Scientists have detected light from behind the black hole for the first time, confirming a scenario predicted by Einstein’s theory of general relativity. Stanford University astrophysicist Dan Wilkins and his colleagues were observing X-rays released by a supermassive black hole 800 million light-years away when the telescopes recorded additional flashes of X-rays smaller and of different colours than the bright flares.
Any light that goes into that black hole doesn’t come out, so we shouldn’t be able to see anything that’s behind the black hole,” Wilkins, the author of the study, said in a statement.
While the bright flares are not an unusual phenomenon, the X-rays reflecting from behind the black hole was a strange discovery. Material falling into a supermassive black hole gets superheated due to the enormous gravity around it, powering continuous sources of light in the universe by forming corona.
When the electrons separate from atoms at such a high temperature, a magnetic plasma is created. The magnetic field breaks as it arch high above the black hole and then bends towards it, producing high energy electrons that subsequently produce the X-rays.

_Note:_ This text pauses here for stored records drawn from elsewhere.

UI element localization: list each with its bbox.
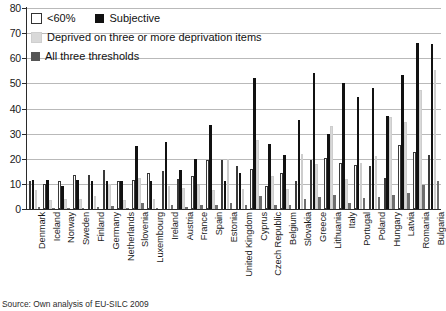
x-label-portugal: Portugal xyxy=(363,212,372,246)
bar-all_three xyxy=(333,195,336,209)
y-axis-tick-50: 50 xyxy=(10,78,21,89)
bar-all_three xyxy=(422,185,425,209)
y-axis-tick-20: 20 xyxy=(10,154,21,165)
legend-row-2: Deprived on three or more deprivation it… xyxy=(31,28,281,47)
bar-deprived3plus xyxy=(227,159,230,209)
bar-group xyxy=(324,8,335,209)
y-tick-mark-50 xyxy=(22,83,27,84)
x-label-austria: Austria xyxy=(186,212,195,240)
x-label-bulgaria: Bulgaria xyxy=(437,212,446,245)
x-label-spain: Spain xyxy=(215,212,224,235)
x-label-luxembourg: Luxembourg xyxy=(156,212,165,263)
bar-all_three xyxy=(245,205,248,209)
bar-all_three xyxy=(348,203,351,209)
x-axis-line xyxy=(26,209,441,210)
x-label-ireland: Ireland xyxy=(171,212,180,240)
y-tick-mark-70 xyxy=(22,33,27,34)
x-label-slovenia: Slovenia xyxy=(141,212,150,247)
legend-label-all-three: All three thresholds xyxy=(45,51,139,62)
legend-label-subjective: Subjective xyxy=(109,13,160,24)
bar-all_three xyxy=(392,195,395,209)
bar-group xyxy=(339,8,350,209)
bar-all_three xyxy=(97,207,100,209)
x-label-estonia: Estonia xyxy=(230,212,239,242)
y-tick-mark-30 xyxy=(22,134,27,135)
x-label-slovakia: Slovakia xyxy=(304,212,313,246)
bar-all_three xyxy=(111,206,114,209)
bar-group xyxy=(369,8,380,209)
bar-all_three xyxy=(126,208,129,209)
bar-all_three xyxy=(230,203,233,209)
x-label-finland: Finland xyxy=(97,212,106,242)
x-label-iceland: Iceland xyxy=(53,212,62,241)
bar-all_three xyxy=(437,181,440,209)
bar-all_three xyxy=(141,203,144,209)
bar-group xyxy=(398,8,409,209)
x-label-czech-republic: Czech Republic xyxy=(274,212,283,276)
bar-all_three xyxy=(82,208,85,209)
bar-all_three xyxy=(171,205,174,209)
y-axis-tick-40: 40 xyxy=(10,103,21,114)
bar-all_three xyxy=(200,205,203,209)
bar-all_three xyxy=(185,207,188,210)
y-axis-tick-30: 30 xyxy=(10,128,21,139)
x-label-germany: Germany xyxy=(112,212,121,250)
x-label-norway: Norway xyxy=(67,212,76,243)
legend-swatch-lt60-icon xyxy=(31,13,42,24)
chart-legend: <60% Subjective Deprived on three or mor… xyxy=(31,9,281,66)
legend-label-deprived: Deprived on three or more deprivation it… xyxy=(47,32,262,43)
bar-all_three xyxy=(67,208,70,209)
x-axis-category-labels: DenmarkIcelandNorwaySwedenFinlandGermany… xyxy=(27,212,441,294)
y-axis-tick-70: 70 xyxy=(10,28,21,39)
x-label-denmark: Denmark xyxy=(38,212,47,249)
legend-label-lt60: <60% xyxy=(47,13,75,24)
legend-swatch-all-three-icon xyxy=(31,52,40,61)
bar-all_three xyxy=(318,197,321,209)
x-label-sweden: Sweden xyxy=(82,212,91,245)
legend-item-lt60: <60% xyxy=(31,13,75,24)
y-axis-tick-10: 10 xyxy=(10,179,21,190)
legend-item-all-three: All three thresholds xyxy=(31,51,139,62)
x-label-lithuania: Lithuania xyxy=(334,212,343,249)
legend-row-1: <60% Subjective xyxy=(31,9,281,28)
x-label-france: France xyxy=(200,212,209,240)
bar-all_three xyxy=(52,208,55,209)
y-axis-tick-80: 80 xyxy=(10,3,21,14)
x-label-united-kingdom: United Kingdom xyxy=(245,212,254,277)
y-tick-mark-60 xyxy=(22,58,27,59)
y-tick-mark-20 xyxy=(22,159,27,160)
bar-all_three xyxy=(156,208,159,210)
bar-group xyxy=(354,8,365,209)
bar-group xyxy=(428,8,439,209)
bar-group xyxy=(280,8,291,209)
y-tick-mark-80 xyxy=(22,8,27,9)
bar-all_three xyxy=(378,197,381,209)
legend-item-deprived: Deprived on three or more deprivation it… xyxy=(31,32,262,43)
bar-group xyxy=(413,8,424,209)
bar-all_three xyxy=(407,193,410,209)
bar-all_three xyxy=(304,199,307,209)
y-tick-mark-10 xyxy=(22,184,27,185)
bar-group xyxy=(310,8,321,209)
bar-all_three xyxy=(363,198,366,209)
y-axis-tick-60: 60 xyxy=(10,53,21,64)
bar-all_three xyxy=(289,205,292,209)
x-label-latvia: Latvia xyxy=(407,212,416,236)
x-label-netherlands: Netherlands xyxy=(127,212,136,261)
x-label-italy: Italy xyxy=(348,212,357,229)
chart-source-note: Source: Own analysis of EU-SILC 2009 xyxy=(2,299,149,309)
y-tick-mark-0 xyxy=(22,209,27,210)
legend-row-3: All three thresholds xyxy=(31,47,281,66)
bar-all_three xyxy=(259,196,262,209)
legend-item-subjective: Subjective xyxy=(95,13,160,24)
bar-all_three xyxy=(274,205,277,209)
legend-swatch-subjective-icon xyxy=(95,14,104,23)
y-axis-tick-0: 0 xyxy=(15,204,21,215)
x-label-romania: Romania xyxy=(422,212,431,249)
x-label-hungary: Hungary xyxy=(393,212,402,246)
x-label-cyprus: Cyprus xyxy=(260,212,269,241)
bar-group xyxy=(295,8,306,209)
y-axis-tick-labels: 01020304050607080 xyxy=(0,0,24,220)
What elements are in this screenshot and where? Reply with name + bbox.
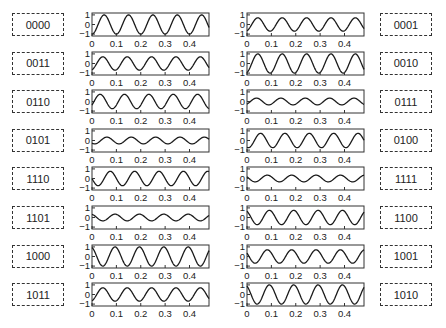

Researchers determined that the series of smaller flashes were the same X-ray flares but reflected from behind the black hole.
I’ve been building theoretical predictions of how these echoes appear to us for a few years,” said Wilkins. “I’d already seen them in the theory I’ve been developing, so once I saw them in the telescope observations, I could figure out the connection.”
The study, published late last month in the journal Nature, is the first direct observation of light from behind a black hole.
“Fifty years ago, when astrophysicists starting speculating about how the magnetic field might behave close to a black hole, they had no idea that one day we might have the techniques to observe this directly and see Einstein’s general theory of relativity in action,” said Roger Blandford, a co-author of the paper.